Power payout: $15-$375 for customers
Electricity customers throughout the wider Auckland region are in for a payment ranging from $15 to $375. Vector is passing on a $15 Transpower rebate to all of its customers but only those who are in the old Auckland Electric Power Board area are eligible for the payment.
Their stake is held by a publicly owned trust, Entrust, which pays out the bulk of its dividend from Vector to 336,000 consumers.
In the north and western part of the Vector area consumers and council owners sold their shares in the former Waitemata Electric Power
Board area to private companies during the electricity reforms of the early 1990s, meaning they no longer get annual dividends.
This means about 232,000 residential consumers and businesses in the northern area will get $15, Vector says.
“We will be passing this payment on to power companies who should then provide their customers with a credit on their power bill of $15 later this year,” the company says.
The $15 payment — known as a loss rental rebate — is what Transpower pays out from any surplus each year once the costs in the electricity wholesale market have been worked out.
Loss rental rebates may vary each year depending on the dynamics of the electricity market and last year were $30. In addition, last year’s payment covered a period of 15 months whereas this year’s payment was for a 12-month period.
Entrust owns 75.1 per cent of Vector, and says the $375 in dividend and Transpower rebate will be paid to eligible customers later this month.
The trust’s chairman, William Cairns, says the dividend will contribute more than $120 million to Auckland’s economy.
“A good portion of it will be spent in local neighbourhoods, with local businesses, which further benefits local communities.”
During the past 26 years Entrust has paid out more than $1.7 billion to those in the old AEPB area — Auckland, Manukau, northern Papakura and eastern Franklin. Last year the trust paid a $350 dividend.
Under an agreement with Vector, $10.4m a year is spent on undergrounding power lines, a commitment that has been criticised as too small. So far 108km of power lines have been buried.
Last month Vector declared a net profit after tax of $84m in the year to June 30, 2019 after the $46.6m impairment from its E-co Products Group, which trades as HRV.
That was down from the previous year’s profit of $149.8m which included a one-off tax gain of $16.7m.
Excluding the impairment, the company said its net profit of $130.6m was down slightly on the previous year.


**The task**
Repeat each entry as written, dropping any picture you find.

[Dataset rows about figures]

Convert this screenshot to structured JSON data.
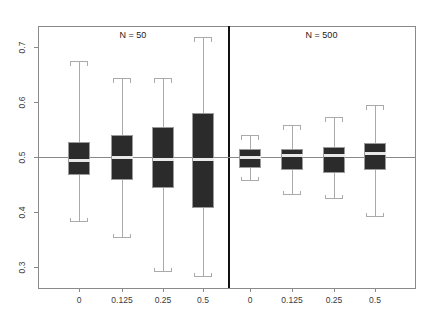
{
  "figure": {
    "background": "#ffffff",
    "box_fill": "#2b2b2b",
    "box_stroke": "#9a9a9a",
    "whisker_color": "#aaaaaa",
    "median_color": "#e8e8e8",
    "axis_color": "#8a8a8a",
    "divider_color": "#111111",
    "reference_line_color": "#888888",
    "plot_left": 38,
    "plot_right": 415,
    "plot_top": 26,
    "plot_bottom": 288,
    "divider_x": 228
  },
  "axes": {
    "y": {
      "ticks": [
        0.3,
        0.4,
        0.5,
        0.6,
        0.7
      ],
      "tick_labels": [
        "0.3",
        "0.4",
        "0.5",
        "0.6",
        "0.7"
      ],
      "min": 0.262,
      "max": 0.738
    },
    "x": {
      "tick_labels": [
        "0",
        "0.125",
        "0.25",
        "0.5",
        "0",
        "0.125",
        "0.25",
        "0.5"
      ]
    }
  },
  "reference_line": {
    "value": 0.5
  },
  "panels": [
    {
      "title": "N = 50",
      "label": "N = 50"
    },
    {
      "title": "N = 500",
      "label": "N = 500"
    }
  ],
  "chart_data": {
    "type": "box",
    "title": "",
    "xlabel": "",
    "ylabel": "",
    "ylim": [
      0.262,
      0.738
    ],
    "grid": false,
    "legend": "none",
    "reference_line": 0.5,
    "groups": [
      "N = 50",
      "N = 500"
    ],
    "categories": [
      "0",
      "0.125",
      "0.25",
      "0.5"
    ],
    "boxes": [
      {
        "panel": "N = 50",
        "category": "0",
        "cx": 79,
        "half_width": 11,
        "whisker_high": 0.675,
        "q3": 0.527,
        "median": 0.494,
        "q1": 0.47,
        "whisker_low": 0.383
      },
      {
        "panel": "N = 50",
        "category": "0.125",
        "cx": 122,
        "half_width": 11,
        "whisker_high": 0.643,
        "q3": 0.54,
        "median": 0.5,
        "q1": 0.46,
        "whisker_low": 0.355
      },
      {
        "panel": "N = 50",
        "category": "0.25",
        "cx": 163,
        "half_width": 11,
        "whisker_high": 0.643,
        "q3": 0.555,
        "median": 0.496,
        "q1": 0.446,
        "whisker_low": 0.292
      },
      {
        "panel": "N = 50",
        "category": "0.5",
        "cx": 203,
        "half_width": 11,
        "whisker_high": 0.718,
        "q3": 0.58,
        "median": 0.496,
        "q1": 0.41,
        "whisker_low": 0.283
      },
      {
        "panel": "N = 500",
        "category": "0",
        "cx": 250,
        "half_width": 11,
        "whisker_high": 0.54,
        "q3": 0.514,
        "median": 0.5,
        "q1": 0.482,
        "whisker_low": 0.458
      },
      {
        "panel": "N = 500",
        "category": "0.125",
        "cx": 292,
        "half_width": 11,
        "whisker_high": 0.558,
        "q3": 0.514,
        "median": 0.503,
        "q1": 0.478,
        "whisker_low": 0.432
      },
      {
        "panel": "N = 500",
        "category": "0.25",
        "cx": 334,
        "half_width": 11,
        "whisker_high": 0.572,
        "q3": 0.518,
        "median": 0.503,
        "q1": 0.472,
        "whisker_low": 0.425
      },
      {
        "panel": "N = 500",
        "category": "0.5",
        "cx": 375,
        "half_width": 11,
        "whisker_high": 0.594,
        "q3": 0.525,
        "median": 0.507,
        "q1": 0.478,
        "whisker_low": 0.393
      }
    ]
  }
}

**Output for this exercise**
Convert this screenshot to structured JSON data.
{
  "figure": {
    "background": "#ffffff",
    "box_fill": "#2b2b2b",
    "box_stroke": "#9a9a9a",
    "whisker_color": "#aaaaaa",
    "median_color": "#e8e8e8",
    "axis_color": "#8a8a8a",
    "divider_color": "#111111",
    "reference_line_color": "#888888",
    "plot_left": 38,
    "plot_right": 415,
    "plot_top": 26,
    "plot_bottom": 288,
    "divider_x": 228
  },
  "axes": {
    "y": {
      "ticks": [
        0.3,
        0.4,
        0.5,
        0.6,
        0.7
      ],
      "tick_labels": [
        "0.3",
        "0.4",
        "0.5",
        "0.6",
        "0.7"
      ],
      "min": 0.262,
      "max": 0.738
    },
    "x": {
      "tick_labels": [
        "0",
        "0.125",
        "0.25",
        "0.5",
        "0",
        "0.125",
        "0.25",
        "0.5"
      ]
    }
  },
  "reference_line": {
    "value": 0.5
  },
  "panels": [
    {
      "title": "N = 50",
      "label": "N = 50"
    },
    {
      "title": "N = 500",
      "label": "N = 500"
    }
  ],
  "chart_data": {
    "type": "box",
    "title": "",
    "xlabel": "",
    "ylabel": "",
    "ylim": [
      0.262,
      0.738
    ],
    "grid": false,
    "legend": "none",
    "reference_line": 0.5,
    "groups": [
      "N = 50",
      "N = 500"
    ],
    "categories": [
      "0",
      "0.125",
      "0.25",
      "0.5"
    ],
    "boxes": [
      {
        "panel": "N = 50",
        "category": "0",
        "cx": 79,
        "half_width": 11,
        "whisker_high": 0.675,
        "q3": 0.527,
        "median": 0.494,
        "q1": 0.47,
        "whisker_low": 0.383
      },
      {
        "panel": "N = 50",
        "category": "0.125",
        "cx": 122,
        "half_width": 11,
        "whisker_high": 0.643,
        "q3": 0.54,
        "median": 0.5,
        "q1": 0.46,
        "whisker_low": 0.355
      },
      {
        "panel": "N = 50",
        "category": "0.25",
        "cx": 163,
        "half_width": 11,
        "whisker_high": 0.643,
        "q3": 0.555,
        "median": 0.496,
        "q1": 0.446,
        "whisker_low": 0.292
      },
      {
        "panel": "N = 50",
        "category": "0.5",
        "cx": 203,
        "half_width": 11,
        "whisker_high": 0.718,
        "q3": 0.58,
        "median": 0.496,
        "q1": 0.41,
        "whisker_low": 0.283
      },
      {
        "panel": "N = 500",
        "category": "0",
        "cx": 250,
        "half_width": 11,
        "whisker_high": 0.54,
        "q3": 0.514,
        "median": 0.5,
        "q1": 0.482,
        "whisker_low": 0.458
      },
      {
        "panel": "N = 500",
        "category": "0.125",
        "cx": 292,
        "half_width": 11,
        "whisker_high": 0.558,
        "q3": 0.514,
        "median": 0.503,
        "q1": 0.478,
        "whisker_low": 0.432
      },
      {
        "panel": "N = 500",
        "category": "0.25",
        "cx": 334,
        "half_width": 11,
        "whisker_high": 0.572,
        "q3": 0.518,
        "median": 0.503,
        "q1": 0.472,
        "whisker_low": 0.425
      },
      {
        "panel": "N = 500",
        "category": "0.5",
        "cx": 375,
        "half_width": 11,
        "whisker_high": 0.594,
        "q3": 0.525,
        "median": 0.507,
        "q1": 0.478,
        "whisker_low": 0.393
      }
    ]
  }
}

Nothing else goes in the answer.